The stampede was triggered by club security using pepper spray to break up a fight. Several patrons close to the commotion experienced vomiting or fainting from the spray's noxious fumes. Coupled with panic from others unaware of the source of the smell, the crowd rushed towards the exits. According to witnesses, many believed the club had been hit with poison gas in a terrorist attack, as someone had said, "I'll bet it's bin Laden." The only known exit was the steep front stairwell leading to the main entrance on the ground floor, but its narrow doors opened inward, which was a fire code violation. Additionally, while the doors were normally kept open during business hours, they had been closed after the fight participants were ejected. Although at least one emergency exit was opened by a security guard, there were disputed reports of another chained shut.
As the evacuating crowd pushed open the doors, several people already climbing the stairs were knocked down and subsequently pinned by the ensuing crush. Security attempted to pull them to safety, but the pile rapidly reached six feet in height as a result of more than 1,500 simultaneously attempting to escape the chaos inside. Ira Navarro, a former E2 guard who had worked at trying to free trapped patrons, recalled to the Chicago Sun-Times in January 2007 that he had heard other clubbers atop the stairs laughing at the fracas, unaware of the fatalities stemming from the ground-floor pileup.
21 patrons – twelve women and nine men, between the ages of 21 and 43 – were pronounced dead from compressional asphyxiation, and more than 50 others were injured.

Aftermath

There were a number of controversies associated with the case. A city-issued court order showed that the owners, Dwain Kyles and Calvin Hollins, were guilty of as many as eleven building code violations, including overcrowding and the club's faulty exit lighting. Police are reported to have been called to the location 80 times in the past two years alone prior to the stampede.
Though the Epitome Chicago restaurant was allowed to remain open, Kyles and Hollins were ordered by the city to shut down the second-floor club in 2002, but their attorneys claimed that there had been an agreement to close only a VIP section on the floor.
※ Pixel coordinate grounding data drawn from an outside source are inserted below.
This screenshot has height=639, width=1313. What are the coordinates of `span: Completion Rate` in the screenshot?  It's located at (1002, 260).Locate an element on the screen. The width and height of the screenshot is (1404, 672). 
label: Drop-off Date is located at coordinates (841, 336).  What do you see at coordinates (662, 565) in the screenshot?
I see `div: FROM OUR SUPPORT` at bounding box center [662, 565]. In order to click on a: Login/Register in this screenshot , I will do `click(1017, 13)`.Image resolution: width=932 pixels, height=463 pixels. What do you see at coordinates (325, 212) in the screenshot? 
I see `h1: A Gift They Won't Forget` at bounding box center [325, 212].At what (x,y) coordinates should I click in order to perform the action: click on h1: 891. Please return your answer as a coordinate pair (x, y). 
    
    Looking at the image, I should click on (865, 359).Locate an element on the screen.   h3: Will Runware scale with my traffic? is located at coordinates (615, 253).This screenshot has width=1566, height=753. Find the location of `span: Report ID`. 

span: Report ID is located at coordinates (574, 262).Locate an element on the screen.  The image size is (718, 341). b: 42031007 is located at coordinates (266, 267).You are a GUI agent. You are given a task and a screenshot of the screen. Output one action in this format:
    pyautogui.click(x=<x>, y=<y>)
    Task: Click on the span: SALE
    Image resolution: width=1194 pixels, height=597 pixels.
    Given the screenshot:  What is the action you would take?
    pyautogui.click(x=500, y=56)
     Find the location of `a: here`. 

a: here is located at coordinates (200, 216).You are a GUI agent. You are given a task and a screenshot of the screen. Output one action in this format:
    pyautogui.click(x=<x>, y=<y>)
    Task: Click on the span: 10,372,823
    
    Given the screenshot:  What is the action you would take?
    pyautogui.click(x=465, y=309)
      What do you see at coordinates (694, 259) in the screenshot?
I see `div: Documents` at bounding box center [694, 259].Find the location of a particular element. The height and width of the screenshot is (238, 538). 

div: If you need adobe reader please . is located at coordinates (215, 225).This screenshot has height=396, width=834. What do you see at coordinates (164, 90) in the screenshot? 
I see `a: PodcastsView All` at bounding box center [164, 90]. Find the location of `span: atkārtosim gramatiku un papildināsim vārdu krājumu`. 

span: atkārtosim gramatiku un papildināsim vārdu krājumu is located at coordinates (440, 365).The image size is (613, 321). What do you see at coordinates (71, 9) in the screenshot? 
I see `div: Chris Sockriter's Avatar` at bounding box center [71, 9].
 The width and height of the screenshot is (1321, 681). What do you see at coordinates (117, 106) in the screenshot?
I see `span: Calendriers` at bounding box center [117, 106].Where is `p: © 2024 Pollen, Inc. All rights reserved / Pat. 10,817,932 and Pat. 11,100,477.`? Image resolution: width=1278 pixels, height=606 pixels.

City inspectors then believed that the facility's only business thereafter came from the restaurant, which the club attorneys said was false, as police officers were a regular presence in handling the persistently large crowds, while club advertisements were common on radio and the Internet.
During the trial in January 2007, the prosecution claimed that the club's security staff were improperly trained to handle rowdy crowds. E2 security guard Samuel Bone testified to using the pepper spray to disband a group of fifteen brawling clubbers, which had stopped the fight and led to the instigator leaving the premises. He then said that he was indeed trained in the proper use of pepper spray by the Illinois Police Reserve Patrol, a nonprofit group.
On November 25, 2009, Kyles and Hollins were acquitted of involuntary manslaughter charges, but were found guilty of indirect criminal contempt for violating the previous orders to close the entire second floor of the club and were sentenced to two years in prison. E2 and Epitome both permanently closed after the incident.
On November 16, 2011, the previous rulings were overturned when a judge ruled that the orders to close down the second floor were ambiguous.
On April 4, 2013, the Illinois Supreme Court unanimously overturned the previous ruling regarding the ambiguity of the orders, upholding the 2009 conviction of the co-owners for criminal contempt. In overturning the appellate ruling, the Supreme Court called the court order "certain, clear and concise."